[arin-ppml] DraftPolicy 2009-1: TransferPolicy (UsingtheEmergencyPDP)

Kevin Kargel kkargel at polartel.com
Fri Mar 27 11:24:32 EDT 2009


From: Bill Darte [mailto:BillD at cait.wustl.edu] 
Sent: Thursday, March 26, 2009 8:23 PM
To: Kevin Kargel; ppml at arin.net
Subject: RE: [arin-ppml]DraftPolicy 2009-1: TransferPolicy
(UsingtheEmergencyPDP)

>>Kevin,
>>
>>Please, briefly, explain to me your perspective.
>>If not a transfer policy, or market if you insist, what then?
>>
>>What is your vision of how the community would move forward from
here....through IANA free pool exhaustion, through RIR exhaustion....
>>What do people who consider that they need IPv4 addresses do when they run
out....what do people do when they consider IPv6 too risky to their
performance (business) or >>business plan?
>>
>>What exactly do you propose ARIN and all those needing addresses do?
>>
>>I'm not trying to be provocative, I'm really interested.  I've seen you
express at length why a transfer market is no good.  Expose your thinking on
what happens going >>forward.
>>
>>Bill Darte
>>ARIN AC

I don't think it is up to ARIN to decide how people should run their
businesses.  It is not up to ARIN to engineer business plans for companies.
It is up to companies to develop business plans that are functional within
the constraints that exist.  It is just up to ARIN to shepherd the resources
that exist.  ARIN cannot magically create IPv4, well, sort of they have by
supporting extending the addressing via IPv6.  

Going forward IPv4 runs to exhaustion.  The community has proven to be
innovative and cooperative.  I believe this will continue in the future.
Network administrators will work with their peers to keep things running
within whatever rules and standards exist.  

Companies that have planned forward will thrive, companies that have not
planned or have planned badly will not thrive.  This is pretty much a basic
of business.  ARIN is not responsible for companies who refuse or don't
bother to look forward.  Lack of planning on their part does not constitute
an emergency for you.

ARIN has done a great job up until this back-door implementation of the
transfer policy.  I continue to laud the past accomplishments of ARIN.  We
have a tremendous and self-healing system if we just continue to trust in
it.

I hear much wailing about the black-market dealings in IP's.  From what I
have seen this is minor traffic.  I believe this will be self limiting.
Companies that pay 100's or thousands of times as much for IP's on the black
market will have a hard time competing with companies that get IP's through
legitimate channels.  Granted we will have to be more vigilant against
hijackers, but that is the way it is.

I do think it would behoove us to identify and reclaim abandoned space, but
even that is a stop-gap measure, not a solution.

IPv4 is a finite resource.  Nothing we do will extend it in perpetuity.  We
may not be doing the community a favor by taping the bandaid ever more
firmly over a festering wound because it will hurt to take it off.

I fear for the future of ARIN.  Once we relinquish control of allocation to
a free market in reality ARIN's role is relegated to being a database.  I
believe ARIN (or it's function) is necessary for the continued smooth
operation of the Internet.  If we turn control over to capitalistic drivers
chaos will reign.  If you think about monetary driven and motivated
allocation decisions and where that will take us I am sure you will
understand.

I hope that was brief enough.  My plea to ARIN is get back on the community
track, and not focus so much about the corporate track.  Our biggest
responsibility is to society, not business.

Kevin Kargel






-----Original Message-----
From: arin-ppml-bounces at arin.net on behalf of Kevin Kargel
Sent: Thu 3/26/2009 7:35 PM
To: ppml at arin.net
Subject: Re: [arin-ppml]DraftPolicy     2009-1: TransferPolicy 
(UsingtheEmergencyPDP)


> -----Original Message-----
> From: arin-ppml-bounces at arin.net [mailto:arin-ppml-bounces at arin.net] On
> Behalf Of John Schnizlein
> Sent: Thursday, March 26, 2009 5:09 PM
> To: Ted Mittelstaedt
> Cc: ppml at arin.net
> Subject: Re: [arin-ppml]DraftPolicy 2009-1: TransferPolicy
> (UsingtheEmergencyPDP)
>
> Are you actually saying you think that creating these tunnels, with
> the side effect of reliance on a third party for security and
> stability, not to mention the profit of the party providing service,
> is better for the Internet than transferring an address to the party
> that wants to reach the (legacy) IPv4-only hosts that will remain on
> the Internet for some time?
>
> Really?
>
Yes, absolutely.  There are tunnels already in existence and working.  The
cost is much less and the harm is nonexistent.  There is a legitimate market
those wanting to reap instant profits can get in to.  Go for the v4-v6
Gateway service market.  Oh wait, I forgot, Enterprise class routers like
Cisco already do this automatically.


**Work instruction**
What is needed is an exact transcription of the line containing "Describe the element at coordinates (208, 11)" and every line after it through the end of the entries below, with no pictures.

--- Given data Enclosed Below ---

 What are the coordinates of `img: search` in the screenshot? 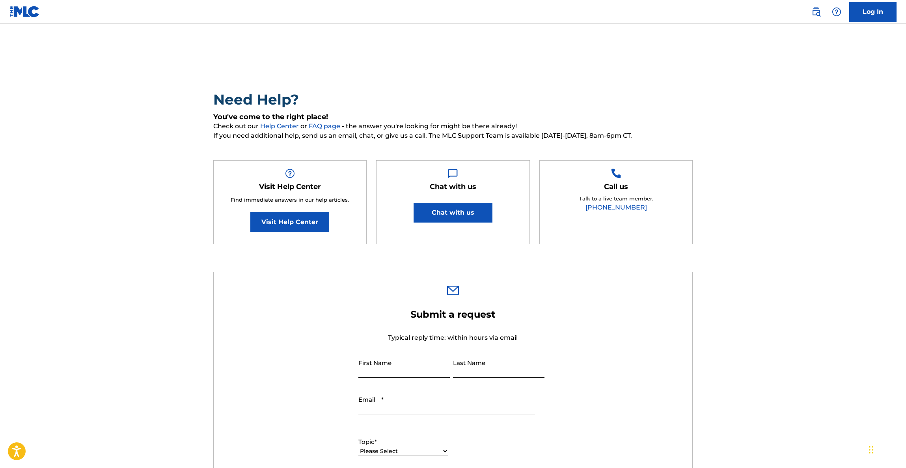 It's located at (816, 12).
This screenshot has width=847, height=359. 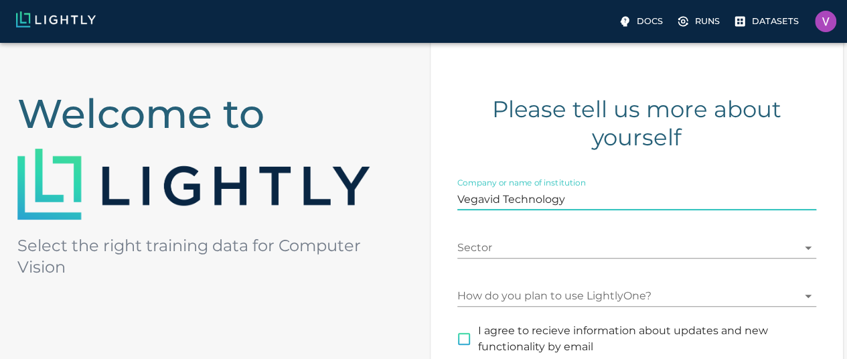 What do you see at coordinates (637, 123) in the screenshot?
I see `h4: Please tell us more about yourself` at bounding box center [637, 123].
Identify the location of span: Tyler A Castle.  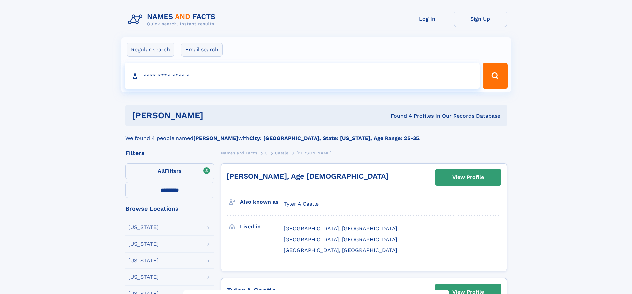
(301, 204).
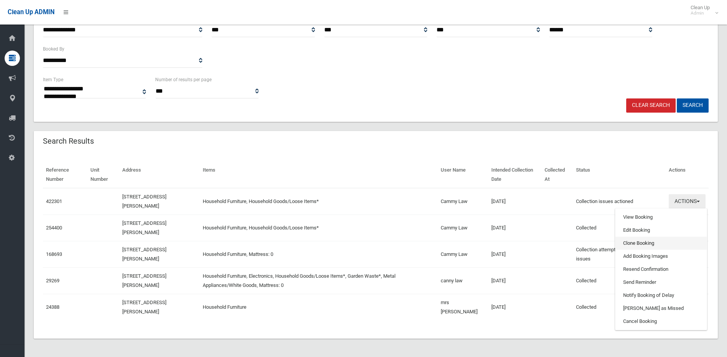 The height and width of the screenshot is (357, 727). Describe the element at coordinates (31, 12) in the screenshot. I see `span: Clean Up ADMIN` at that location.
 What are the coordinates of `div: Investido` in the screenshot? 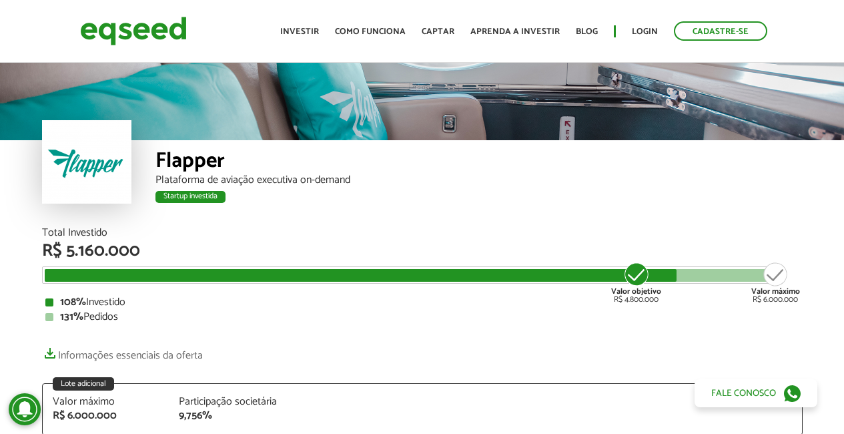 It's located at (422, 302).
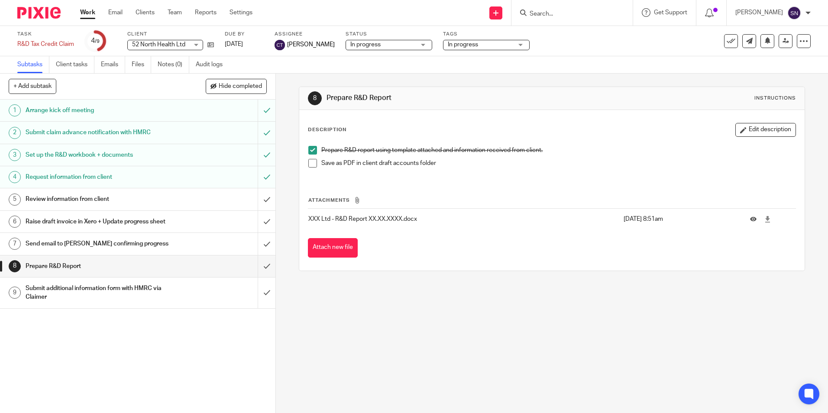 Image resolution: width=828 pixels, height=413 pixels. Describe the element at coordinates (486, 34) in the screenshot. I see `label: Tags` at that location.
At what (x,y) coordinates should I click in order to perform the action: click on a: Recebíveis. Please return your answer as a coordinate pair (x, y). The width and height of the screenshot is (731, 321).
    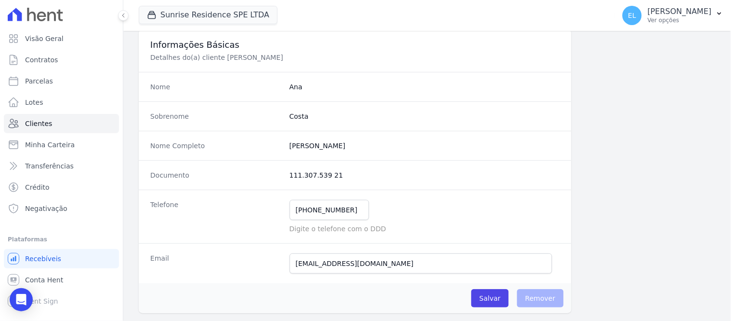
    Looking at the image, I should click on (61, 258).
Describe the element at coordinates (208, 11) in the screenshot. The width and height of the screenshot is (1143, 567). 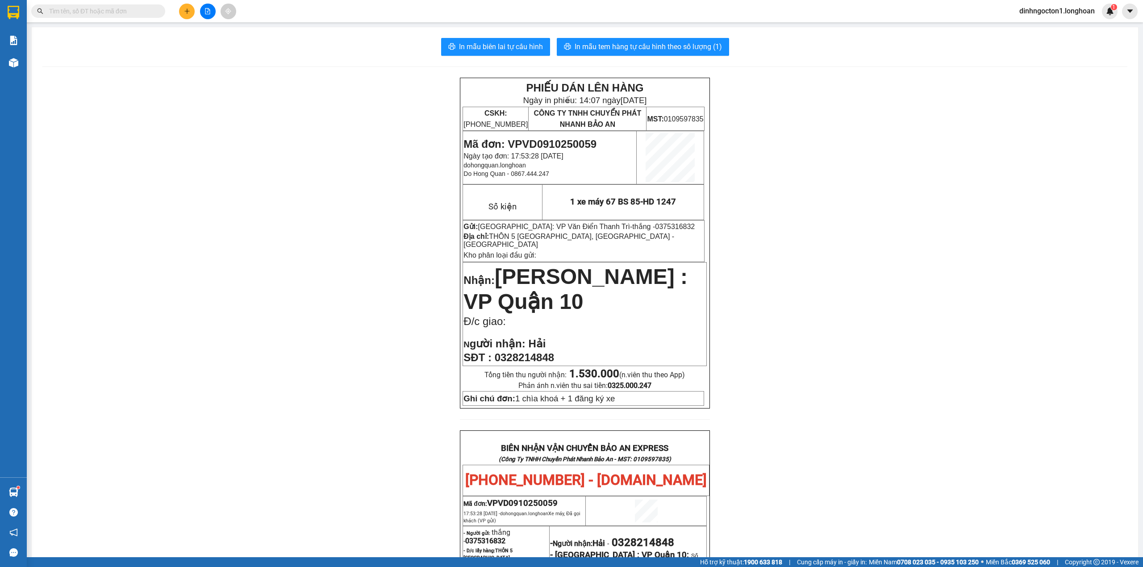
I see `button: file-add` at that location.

--- End of Enclosed Given data ---

**Output**
Describe the element at coordinates (208, 11) in the screenshot. The width and height of the screenshot is (1143, 567). 
I see `button: file-add` at that location.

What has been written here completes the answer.